Monday, February 21, 2011

Point of view; Fforde; Jay-Z

Writing

During this week off from school, I hope to finish a first draft of "Unearthed." Yesterday, I felt my head bumping against a low narrative ceiling as I described an interaction in one scene, and I realized I was running into a problem with my old nemesis "point of view." Since my most recent work has been told by first-person narrators, I haven't had to give any thought, in my own work, to anonymous (or "third-person") narration. I talk about it all the time in class, but point of view was a hurdle for me some years ago, and I was surprised, yesterday, to see that it still could give me trouble.

My problem is a stylistic one, a tendency rather than, strictly speaking, an error. My anonymous narrators focus on one person to anchor the point of view, but as a consequence, I get locked into that character's perspective and have trouble—in cinematic terms—hauling the camera back for a longer shot. I get too tightly bound to the protagonist's perspective. This morning I figured I'd either read a bit of someone who uses a more objective narrative voice or pull out John Gardner's The Art of Fiction to help me think through my problem.

All it took, it seems, was a glance at the Gardner, who talks about how "third-person subjective" narration has become (from his perspective in the early 1980s) a default voice for writers. What he describes isn't exactly what I do, as he demonstrates a narrative voice that, while anonymous, uses the language and interior monologues of one character to anchor the tale. My authorial voice is more distant than that. However, I rely on the senses of one character to hold a scene steady. This gives me the difficulty I ran into yesterday, of not allowing a character to see something that's happening in the room with her because she happens to look away. Again, this isn't wrong, and I don't want to, in a short story (and certainly not in these "Old Man" stories), move to what Gardner calls the "authorial-omniscient," in which I delve into the thoughts of various characters; however, I need to loosen up my narrative and—again thinking cinematically—let the camera move about more. I need to step outside my protagonist so people can see her more clearly, which requires, from me, an effort of will.

Reading

Jasper Fforde's Something Rotten is tremendously smart and funny. The fourth novel in the Thursday Next (that's a character's name) series, of which this is the first I've read, the story takes place in an England not entirely like ours, a place where the fantastic and mundane get muddled together in a particularly understated yet comic English way. Thursday is a literary detective, a rather famous one, due to the events in the previous novels, who can intervene in fictions to make sure their characters behave; her husband was removed from the present timeline by an evil corporation, and her father, too, is somewhat of a temporal uncertainty. (Her mother thinks he might not have existed.) This novel concerns Thursday's efforts to a) thwart a dictatorial takeover of England by a fictional character, b) restore her husband to life and c) find some good childcare. Fforde does a great job getting the reader up to speed in this odd world while moving forward his clever and entertaining plot.

In shorter packets of time, I'm reading Jay-Z's autobiography, Decoded. The writer is smart and insightful, and he provides footnotes to help unpack his lyrics. He takes the craft of writing seriously. I also admire the book's design, interspersing images and text, and I'm wondering whether (in a later paperback edition) I might want to assign the book to 11th-graders.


# [Your instructions]
An exact reproduction of all the data is needed, with no images in it.

# [Dataset excerpts]
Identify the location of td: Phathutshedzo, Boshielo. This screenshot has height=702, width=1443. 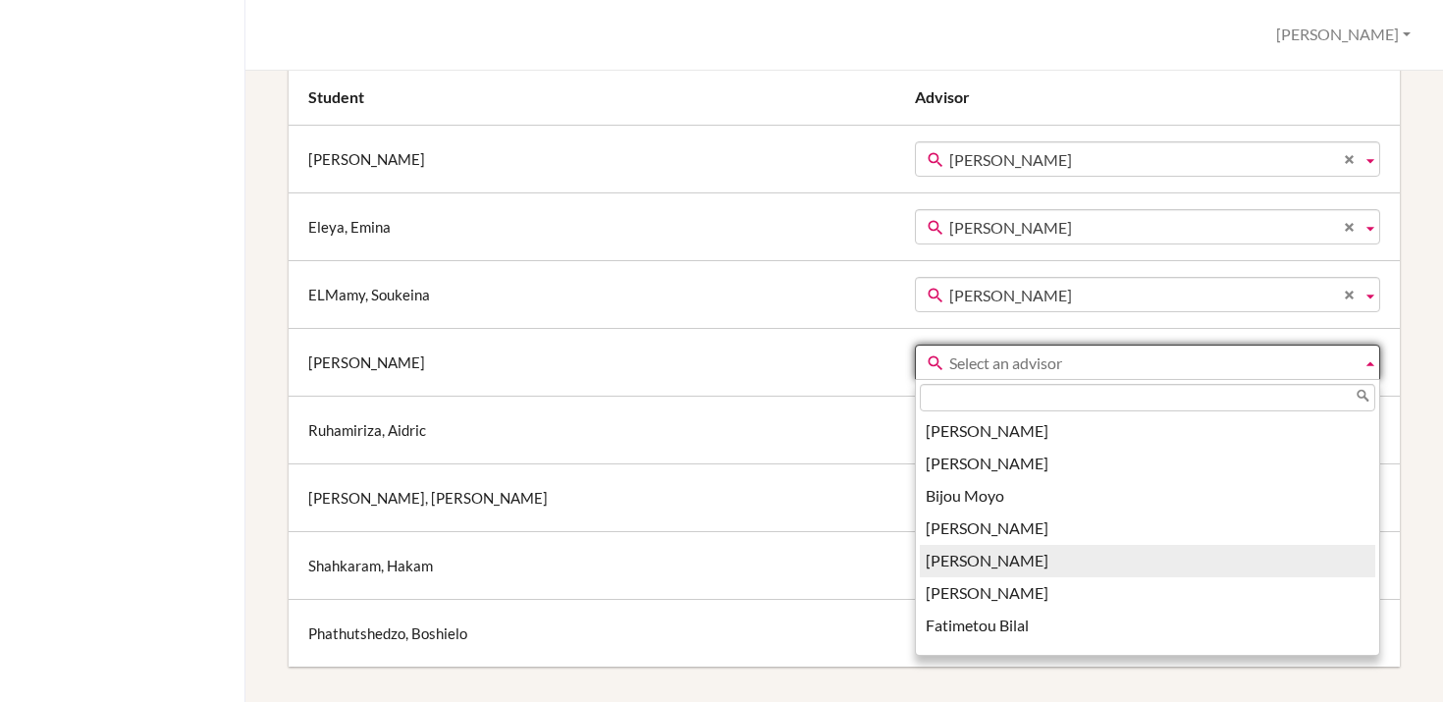
(599, 633).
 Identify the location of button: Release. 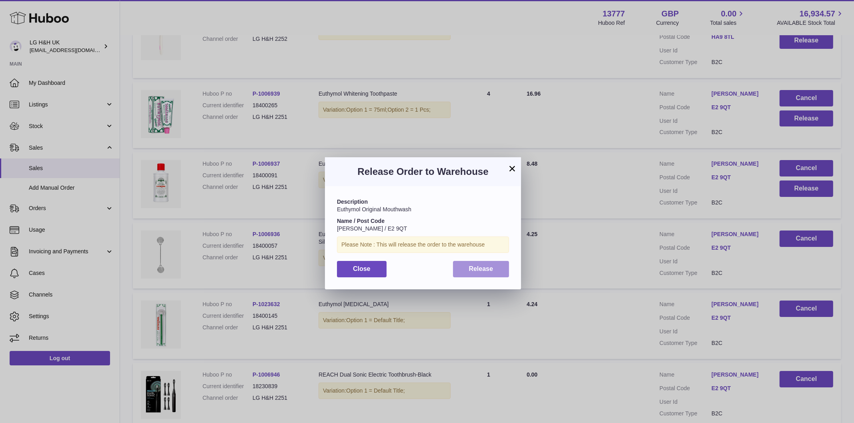
(481, 269).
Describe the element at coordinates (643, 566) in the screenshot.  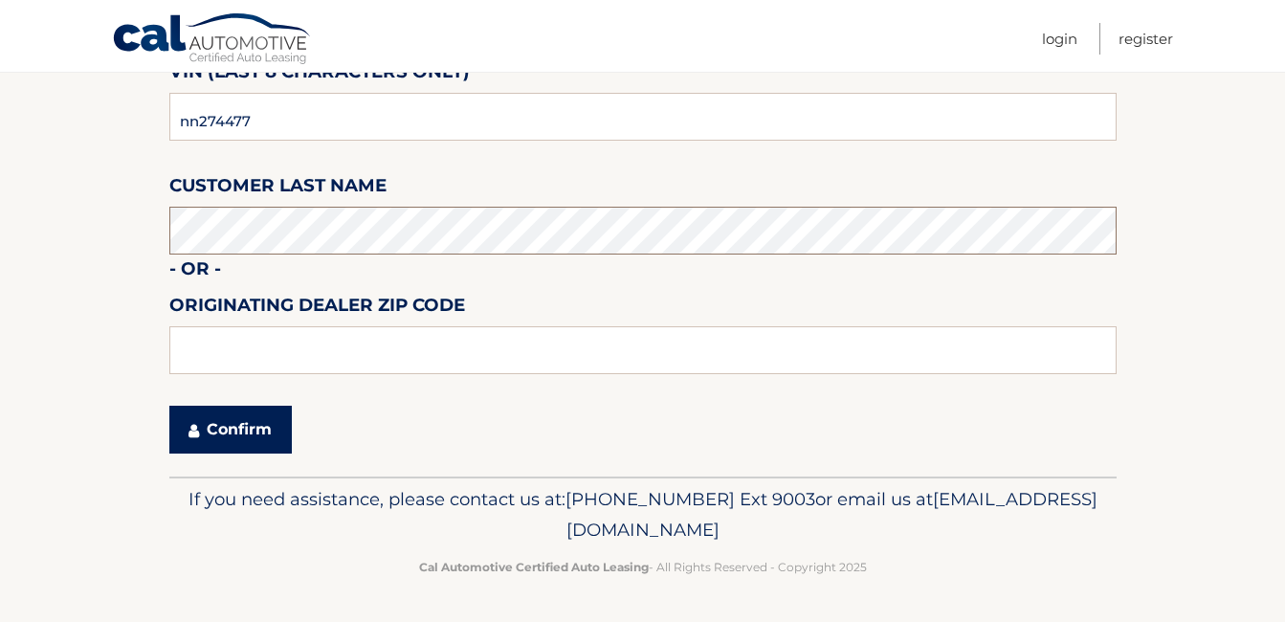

# [Expected answer]
Identify the location of td: Phathutshedzo, Boshielo. This screenshot has height=702, width=1443. 
(599, 633).
 Identify the location of button: Release. 
(481, 269).
Describe the element at coordinates (643, 566) in the screenshot.  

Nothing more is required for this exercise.